The same advice I’ve given my colleagues at Intermountain: don’t go out and look at how others have solved this; instead, look to develop solutions for problems that your own organization has. At Intermountain, we found that, while ostensibly, the definition of waste did not include the whole area of interpreters driving around, for example. But it’s simple root cause analysis and process mapping; start with that, and create technology solutions around process problems.

So go through those processes, and then figure out what you need, right?

Exactly. And as Brent James [Brent James, M.D., executive director of the Institute for Health care Delivery Research, at Intermountain Healthcare; Dr. James was the closing keynote speaker at the Healthcare Informatics Executive Summit last month] will say, totally look at your baseline operations and performance, and track and analyze, and figure out whether or not an implementation was of value or not. From an informatics standpoint, it starts to question the validity of how we actually provide care. There are assumptions based on past practice, of how we actually do an office visit or a hospital stay. If you always do what you’ve always done, you’ll always get what you’ve always gotten—it’s that syndrome.

It’s the lack of questioning of routines, in healthcare operations.

Absolutely. And I take that fault all the way back to medical training, which is structured to almost beat the curiosity right out of medical students. And the thing is, medicine is about curiosity and discovery. But once you get into the healthcare system, you get into that whole “just do it the way it’s always been done” syndrome. The questioning has been driven out of the system. Take for example the electronic medical record: of what use, in taking care of a patient, is an electronic medical record? It’s a rhetorical question.

Not many are questioning the form-fit between what we’re doing and what needs to happen.

Yes, I agree. And the large electronic medical record vendors have helped pushed through the requirement of EMR adoption, without requiring innovation. You open up a Cerner EMR, and it looks like an interface design from the 1980s. So why are spending so much time on the medical record, instead of creating software solutions for planning what’s going to happen to you? There’s very little yield forward for project management tools for performance improvement.

That should change with healthcare reform.

Yes. But understand that if you have a primary care physician and five consulting physicians, you easily end up with six care plans for a particular patient. Now in the project management world, you would never have six project plans. But in healthcare, we allow each physician to develop their own individual care plan for the same patient. In any manufacturing plant, they would that ridiculous. And when you listen to Brent James, he’ll refer to Deming, who went to Japan, and who taught them how to do modern manufacturing. And Dr.

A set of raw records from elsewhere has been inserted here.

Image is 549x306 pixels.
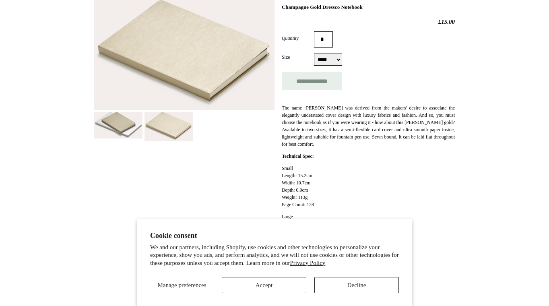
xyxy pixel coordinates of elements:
p: We and our partners, including Shopify, use cookies and other technologies to personalize your ex... [150,243,399,267]
img: Champagne Gold Dressco Notebook [144,112,193,141]
img: Champagne Gold Dressco Notebook [94,112,142,138]
a: Privacy Policy [290,259,325,266]
label: Quantity [282,35,314,42]
h2: Cookie consent [150,231,399,240]
h1: Champagne Gold Dressco Notebook [282,4,454,10]
button: Decline [314,277,399,293]
label: Size [282,53,314,61]
p: The name [PERSON_NAME] was derived from the makers' desire to associate the elegantly understated... [282,104,454,148]
span: Manage preferences [157,282,206,288]
p: Small Length: 15.2cm Width: 10.7cm Depth: 0.9cm Weight: 113g Page Count: 128 [282,164,454,208]
button: Accept [222,277,306,293]
p: Large Length: 21.4cm Width: 12.8cm Depth: 0.7cm Weight: 160g Page Count: 96 [282,213,454,256]
button: Manage preferences [150,277,214,293]
strong: Technical Spec: [282,153,314,159]
h2: £15.00 [282,18,454,25]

James is a huge proponent of the Toyota Production System and just-in-time efficiency, and all those things.

Is there anything you’d like to add?

To me, the most exciting thing is this opportunity to build the solution in an open-source manner, because it immediately allows us to collaborate with other organizations, and to crowd-source and allow people to work with us. To me, this is a better way to figure out how to do telehealthcare. The electronic medical record is a good example: I think that healthcare providers have been too silent, in allowing programmers to design everything for them.